As anyone who has driven around Chattanooga and Hamilton County over the past couple of months, especially when the shelter-in-place recommendation was in high gear, surely would say traffic has been less to non-existent in most cases.
And, as seems logical, the number of traffic accidents has decreased. At the same time, though, the severity of the accidents has increased.
“Despite fewer daily traffic accidents during shelter-in-place, there is an increase in the severity of injuries as a percentage of the whole,” Reid Belew, marketing manager at the University of Tennessee at Chattanooga’s Center for Urban Informatics and Progress (CUIP).
Writing in the online magazine Medium on May 21, Belew notes that accidents without injuries accounted for 70 percent of all accidents before shelter-in-place began. Since it went into effect, that number has dropped to 65 percent.
“While a five percent drop may not initially sound alarming, the shift in traffic patterns has paved the way for more severe accidents despite lower totals,” he says.
Ask pretty much anyone in Chattanooga where many—or even most—car accidents occur in the city and one place usually pops up in the list. Hamilton Place. But that’s not the case recently.
“We’re seeing high increases of accidents on East Brainerd Road, particularly around Jenkins Road and Banks Road, and also along Dodds Avenue near East 21 Street,” says Mina Sartipi, director of CUIP and UC Foundation professor in the UTC Department of Computer Science and Engineering.
“These are completely different areas of concern than we see normally, like near Hamilton Place or along Martin Luther King Boulevard toward Tennessee 27 North,” she says.
“Please note,” she adds, “that this is an ongoing project and we may find more information as we gather more data.”
Since early February, CUIP and UTC student Pete Way, who’s pursuing a master’s in computer science and engineering, have been monitoring traffic data gathered by the City of Chattanooga, and accident information from the Hamilton County Emergency District, or 911. The data being studied was taken in two separate time periods—Feb. 3 until March 20, the day area schools closed, and March 20 until May 15, which covers the timeframe after shelter-in-place began.
The information being examined falls under the overall mission of CUIP, which heads the Smart Cities project in Chattanooga, whose ultimate goal is improving the quality of life in the area.
Locally, CUIP works with, among others, EPB, TVA, Siskin Hospital, Co.Lab, the Enterprise Center, the city of Chattanooga and the Chattanooga Department of Transportation. It also collaborates on research projects with the U.S. Department of Energy, the National Science Foundation, Oak Ridge National Laboratory and other universities.
Among Smart City projects expected to benefit residents are creating more efficient transportation systems, improving electrical and water delivery, making healthcare more accessible and designing streets that are safer for drivers, pedestrians and bikers.
Examining traffic patterns “falls under the Smart Cities umbrella,” Sartipi says.
“Investigating how a global pandemic affects and changes traffic patterns is a specific, dynamic and hopefully short-lived area of focus within that umbrella.”
In the Medium article, Kevin Comstock, Smart City director for the city of Chattanooga, suggests that the increase in severity of injuries may be due to drivers going faster because there are fewer vehicles on the road. In April, the average speed in the city was 12 mph faster than normal, he says, and that extra burst of speed may be why injuries are more serious when accidents occur.
As for the future of traffic and vehicle accidents now that Chattanooga and Hamilton County slowly reopen, that’s still something of a mystery, Sartipi says.
“It may be too early to make a call on what our new round of normal will look like,” she says. “Hopefully, we will see more vehicles creating slower travel speeds, leading to less severe accidents. It will be interesting to keep tabs on these trends… The more we know, the more insights we can offer.”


### DIRECTIONS
Only the count is needed. Count the lines below with the word "Pole" in them.

### GIVEN DATA
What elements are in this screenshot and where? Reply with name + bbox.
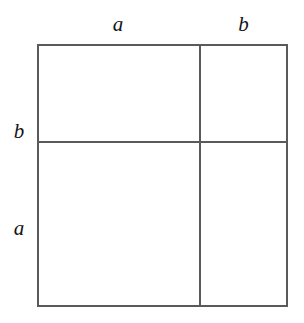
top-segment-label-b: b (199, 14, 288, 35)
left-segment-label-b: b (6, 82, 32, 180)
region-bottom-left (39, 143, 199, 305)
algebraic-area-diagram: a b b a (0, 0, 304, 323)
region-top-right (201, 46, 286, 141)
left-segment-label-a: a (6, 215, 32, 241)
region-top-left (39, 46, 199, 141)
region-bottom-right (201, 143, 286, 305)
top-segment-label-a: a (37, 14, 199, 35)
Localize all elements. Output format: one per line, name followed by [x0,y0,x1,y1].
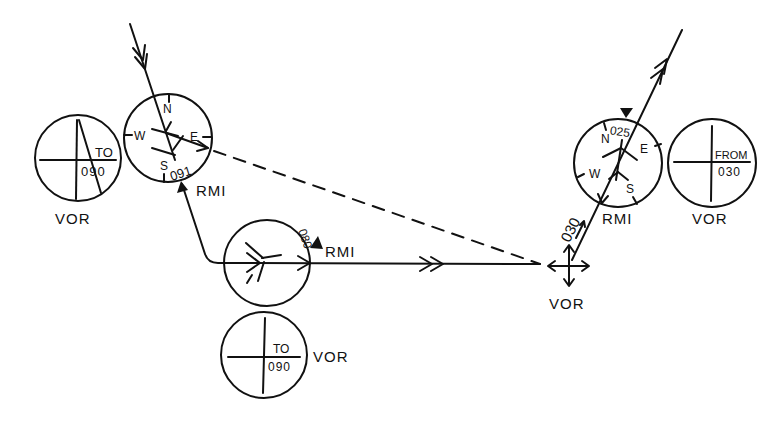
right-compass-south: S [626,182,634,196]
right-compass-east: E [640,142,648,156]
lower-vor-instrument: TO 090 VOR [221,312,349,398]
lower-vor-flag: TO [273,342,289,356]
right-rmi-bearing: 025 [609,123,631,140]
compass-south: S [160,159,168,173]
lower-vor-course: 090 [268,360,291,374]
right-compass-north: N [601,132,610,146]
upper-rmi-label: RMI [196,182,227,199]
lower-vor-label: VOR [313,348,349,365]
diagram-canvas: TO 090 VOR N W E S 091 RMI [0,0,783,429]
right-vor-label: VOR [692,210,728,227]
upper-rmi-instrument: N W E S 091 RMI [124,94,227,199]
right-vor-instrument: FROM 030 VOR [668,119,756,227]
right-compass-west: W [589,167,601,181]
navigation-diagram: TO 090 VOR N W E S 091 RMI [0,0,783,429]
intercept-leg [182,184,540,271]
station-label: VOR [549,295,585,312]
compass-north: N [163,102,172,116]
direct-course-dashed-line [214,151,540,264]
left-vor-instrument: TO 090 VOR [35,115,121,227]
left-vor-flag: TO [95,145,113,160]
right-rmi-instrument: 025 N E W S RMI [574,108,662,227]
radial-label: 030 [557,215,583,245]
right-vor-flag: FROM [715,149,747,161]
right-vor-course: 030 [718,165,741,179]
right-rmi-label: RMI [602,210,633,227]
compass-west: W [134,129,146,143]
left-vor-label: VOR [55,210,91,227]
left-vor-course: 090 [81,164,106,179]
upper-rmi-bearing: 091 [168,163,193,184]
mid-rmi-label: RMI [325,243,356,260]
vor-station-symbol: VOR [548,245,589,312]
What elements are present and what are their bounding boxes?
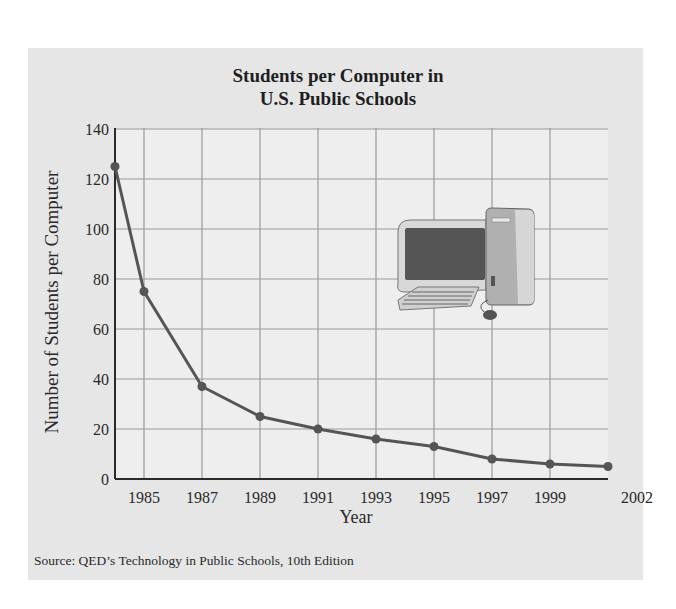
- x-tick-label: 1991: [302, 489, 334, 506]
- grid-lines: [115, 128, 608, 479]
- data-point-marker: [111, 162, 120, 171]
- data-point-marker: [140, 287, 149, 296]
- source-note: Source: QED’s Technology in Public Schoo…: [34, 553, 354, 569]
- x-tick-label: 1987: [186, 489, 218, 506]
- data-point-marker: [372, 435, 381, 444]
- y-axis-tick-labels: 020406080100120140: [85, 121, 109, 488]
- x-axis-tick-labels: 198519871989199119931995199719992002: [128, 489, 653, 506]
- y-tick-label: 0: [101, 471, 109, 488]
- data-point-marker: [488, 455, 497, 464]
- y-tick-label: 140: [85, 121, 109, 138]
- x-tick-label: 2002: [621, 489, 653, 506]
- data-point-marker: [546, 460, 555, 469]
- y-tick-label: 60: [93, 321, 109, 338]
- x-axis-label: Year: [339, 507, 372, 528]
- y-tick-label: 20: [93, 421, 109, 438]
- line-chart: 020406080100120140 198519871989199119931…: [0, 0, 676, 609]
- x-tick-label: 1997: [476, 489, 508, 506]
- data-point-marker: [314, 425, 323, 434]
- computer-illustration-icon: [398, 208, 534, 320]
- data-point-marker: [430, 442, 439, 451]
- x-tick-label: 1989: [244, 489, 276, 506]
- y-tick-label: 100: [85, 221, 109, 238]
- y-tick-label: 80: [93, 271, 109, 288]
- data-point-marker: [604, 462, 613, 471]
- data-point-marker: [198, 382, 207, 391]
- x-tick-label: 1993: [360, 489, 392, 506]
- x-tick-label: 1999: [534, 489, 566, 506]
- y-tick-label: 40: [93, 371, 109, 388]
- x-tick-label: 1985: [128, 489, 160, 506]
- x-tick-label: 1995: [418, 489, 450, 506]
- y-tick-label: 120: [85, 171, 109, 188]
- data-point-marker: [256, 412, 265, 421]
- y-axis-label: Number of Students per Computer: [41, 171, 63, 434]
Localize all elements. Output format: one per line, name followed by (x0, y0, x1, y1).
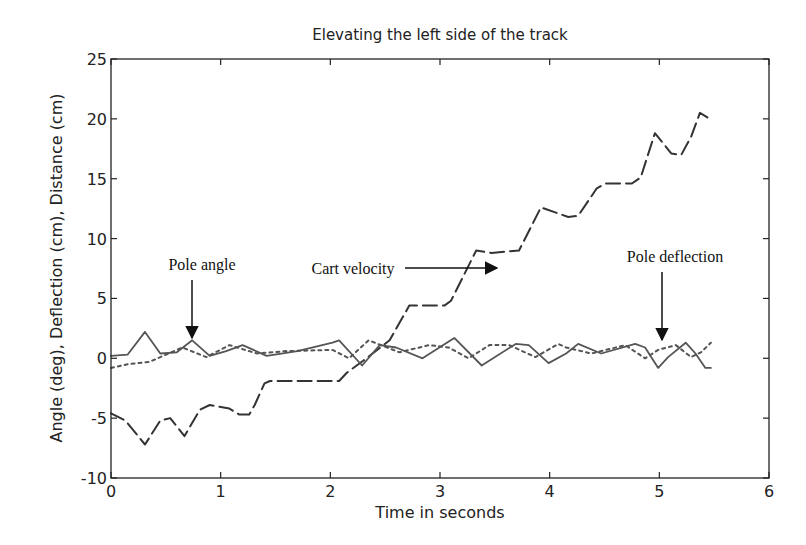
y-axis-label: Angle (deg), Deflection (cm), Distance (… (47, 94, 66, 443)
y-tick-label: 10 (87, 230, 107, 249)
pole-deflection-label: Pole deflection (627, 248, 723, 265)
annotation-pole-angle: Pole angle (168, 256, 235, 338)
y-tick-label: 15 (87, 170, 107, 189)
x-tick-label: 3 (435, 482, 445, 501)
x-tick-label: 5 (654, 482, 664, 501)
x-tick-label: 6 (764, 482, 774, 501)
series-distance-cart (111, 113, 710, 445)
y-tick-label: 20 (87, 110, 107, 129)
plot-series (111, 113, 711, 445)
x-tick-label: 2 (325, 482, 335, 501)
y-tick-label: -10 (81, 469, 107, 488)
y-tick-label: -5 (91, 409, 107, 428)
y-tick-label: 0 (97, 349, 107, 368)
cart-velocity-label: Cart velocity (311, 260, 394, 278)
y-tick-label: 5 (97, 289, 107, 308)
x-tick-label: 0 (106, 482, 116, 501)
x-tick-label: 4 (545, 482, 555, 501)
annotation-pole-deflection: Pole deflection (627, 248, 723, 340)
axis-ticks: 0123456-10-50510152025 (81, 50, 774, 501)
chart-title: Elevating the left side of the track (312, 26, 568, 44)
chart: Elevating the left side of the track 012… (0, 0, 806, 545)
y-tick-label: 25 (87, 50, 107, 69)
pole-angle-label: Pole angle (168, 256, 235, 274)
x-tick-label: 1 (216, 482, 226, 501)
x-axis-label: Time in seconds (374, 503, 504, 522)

...

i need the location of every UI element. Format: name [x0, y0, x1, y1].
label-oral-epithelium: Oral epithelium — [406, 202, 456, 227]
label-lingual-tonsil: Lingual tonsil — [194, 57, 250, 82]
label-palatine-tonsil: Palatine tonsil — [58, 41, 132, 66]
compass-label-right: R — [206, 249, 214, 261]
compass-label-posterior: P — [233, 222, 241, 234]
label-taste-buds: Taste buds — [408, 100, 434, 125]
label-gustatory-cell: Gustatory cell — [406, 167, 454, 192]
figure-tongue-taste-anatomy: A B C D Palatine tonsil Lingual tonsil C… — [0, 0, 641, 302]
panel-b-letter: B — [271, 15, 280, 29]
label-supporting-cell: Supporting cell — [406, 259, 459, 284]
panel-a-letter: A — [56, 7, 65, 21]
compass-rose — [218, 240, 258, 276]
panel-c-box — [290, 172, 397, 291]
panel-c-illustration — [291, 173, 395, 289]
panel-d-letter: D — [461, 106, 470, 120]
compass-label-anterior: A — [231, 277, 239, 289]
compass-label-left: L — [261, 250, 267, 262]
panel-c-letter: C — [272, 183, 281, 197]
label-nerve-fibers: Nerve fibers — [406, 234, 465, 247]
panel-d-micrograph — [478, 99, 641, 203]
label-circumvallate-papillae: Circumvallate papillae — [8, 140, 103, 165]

### EXERCISE RESULT
4